By John Gruber
WorkOS: APIs to ship SSO, SCIM, FGA, and User Management in minutes. Check out their launch week.
Jason Snell, writing at Six Colors:
The App Store is littered with Markdown text editors, but not all Markdown implementations are created equal. I expect my Markdown editor to show me every single keystroke I enter, which means any attempt to hide hyperlinks will be met with immediate rejection. (Sorry, Ulysses and Craft.) I do appreciate syntax coloring and styling where appropriate — so that bolded text is bolded, and headings are prominent… so long as the app doesn’t swallow the markup that makes them so.
Maybe I don’t know much about Markdown, but my understanding is that the whole point of it is to provide a syntax where the most common HTML tags for prose can be replaced by simple punctuation characters that are meant to be visible to the writer. I want to see the characters so I know I’ll get exactly the HTML output I think I’m going to get, but those punctuation characters shouldn’t distract from the readability of the prose. I created Markdown to use in BBEdit without any syntax coloring at all, and to this day, I do most of my Markdown editing in MarsEdit, which doesn’t color or style Markdown syntax at all. (It should though! Markdown is even better with some syntax coloring and styling.)

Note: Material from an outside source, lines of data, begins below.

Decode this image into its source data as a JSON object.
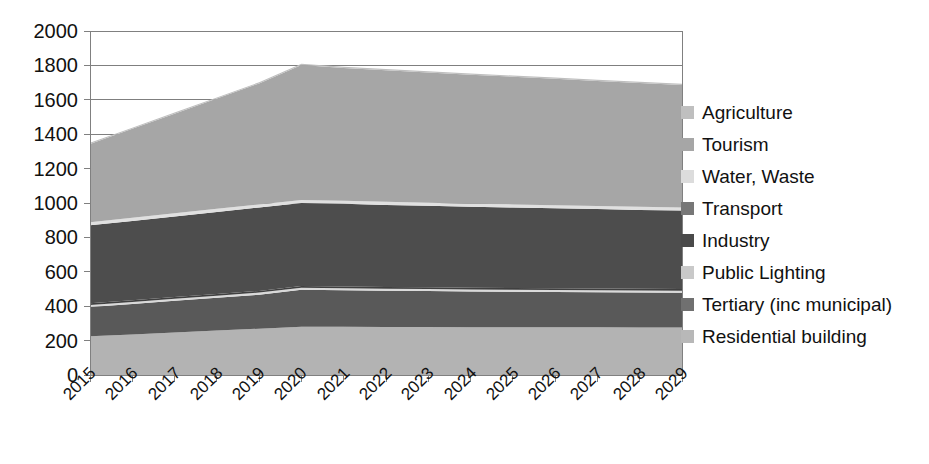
{
  "chart_data": {
    "type": "area",
    "stacked": true,
    "title": "",
    "xlabel": "",
    "ylabel": "",
    "categories": [
      "2015",
      "2016",
      "2017",
      "2018",
      "2019",
      "2020",
      "2021",
      "2022",
      "2023",
      "2024",
      "2025",
      "2026",
      "2027",
      "2028",
      "2029"
    ],
    "x": [
      2015,
      2016,
      2017,
      2018,
      2019,
      2020,
      2021,
      2022,
      2023,
      2024,
      2025,
      2026,
      2027,
      2028,
      2029
    ],
    "ylim": [
      0,
      2000
    ],
    "yticks": [
      0,
      200,
      400,
      600,
      800,
      1000,
      1200,
      1400,
      1600,
      1800,
      2000
    ],
    "ytick_labels": [
      "0",
      "200",
      "400",
      "600",
      "800",
      "1000",
      "1200",
      "1400",
      "1600",
      "1800",
      "2000"
    ],
    "grid": true,
    "legend_position": "right",
    "stack_order_bottom_to_top": [
      "Residential building",
      "Tertiary (inc municipal)",
      "Public Lighting",
      "Industry",
      "Transport",
      "Water, Waste",
      "Tourism",
      "Agriculture"
    ],
    "series": [
      {
        "name": "Residential building",
        "color": "#b3b3b3",
        "values": [
          225,
          236,
          247,
          258,
          269,
          280,
          280,
          279,
          279,
          278,
          278,
          277,
          277,
          276,
          276
        ]
      },
      {
        "name": "Tertiary (inc municipal)",
        "color": "#595959",
        "values": [
          170,
          177,
          184,
          191,
          198,
          215,
          213,
          211,
          209,
          207,
          206,
          205,
          204,
          203,
          202
        ]
      },
      {
        "name": "Public Lighting",
        "color": "#d9d9d9",
        "values": [
          12,
          12,
          12,
          12,
          12,
          12,
          12,
          12,
          12,
          12,
          12,
          12,
          12,
          12,
          12
        ]
      },
      {
        "name": "Industry",
        "color": "#404040",
        "values": [
          10,
          10,
          10,
          10,
          10,
          10,
          10,
          10,
          10,
          10,
          10,
          10,
          10,
          10,
          10
        ]
      },
      {
        "name": "Transport",
        "color": "#4d4d4d",
        "values": [
          453,
          461,
          469,
          477,
          485,
          483,
          480,
          477,
          474,
          471,
          468,
          465,
          462,
          459,
          456
        ]
      },
      {
        "name": "Water, Waste",
        "color": "#e0e0e0",
        "values": [
          18,
          18,
          18,
          18,
          18,
          18,
          18,
          18,
          18,
          18,
          18,
          18,
          18,
          18,
          18
        ]
      },
      {
        "name": "Tourism",
        "color": "#a6a6a6",
        "values": [
          455,
          517,
          579,
          641,
          703,
          785,
          772,
          765,
          757,
          750,
          742,
          735,
          727,
          720,
          712
        ]
      },
      {
        "name": "Agriculture",
        "color": "#bfbfbf",
        "values": [
          7,
          7,
          7,
          7,
          7,
          7,
          7,
          7,
          7,
          7,
          7,
          7,
          7,
          7,
          7
        ]
      }
    ],
    "totals": [
      1350,
      1438,
      1526,
      1614,
      1702,
      1810,
      1792,
      1779,
      1766,
      1753,
      1741,
      1728,
      1715,
      1703,
      1693
    ]
  },
  "legend": {
    "items": [
      {
        "label": "Agriculture",
        "color": "#bfbfbf"
      },
      {
        "label": "Tourism",
        "color": "#a6a6a6"
      },
      {
        "label": "Water, Waste",
        "color": "#dcdcdc"
      },
      {
        "label": "Transport",
        "color": "#777777"
      },
      {
        "label": "Industry",
        "color": "#4a4a4a"
      },
      {
        "label": "Public Lighting",
        "color": "#c9c9c9"
      },
      {
        "label": "Tertiary (inc municipal)",
        "color": "#707070"
      },
      {
        "label": "Residential building",
        "color": "#b8b8b8"
      }
    ]
  },
  "axes": {
    "y_tick_labels": [
      "2000",
      "1800",
      "1600",
      "1400",
      "1200",
      "1000",
      "800",
      "600",
      "400",
      "200",
      "0"
    ],
    "x_tick_labels": [
      "2015",
      "2016",
      "2017",
      "2018",
      "2019",
      "2020",
      "2021",
      "2022",
      "2023",
      "2024",
      "2025",
      "2026",
      "2027",
      "2028",
      "2029"
    ]
  },
  "style": {
    "plot_background": "#ffffff",
    "grid_color": "#7f7f7f",
    "axis_color": "#808080",
    "text_color": "#111111"
  }
}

I have no idea why there are now apps that use Markdown as their back end storage format but only show styled text without the Markdown source code visible. Hey World, for example, gets this right: they just do simple WYSIWYG editing where bold is bold, italic is italic, and links look like links and the linked URL is edited in a popup. If you want WYSIWYG, do WYSIWYG. If you want Markdown, show the Markdown. Trust me, it’s meant to be shown.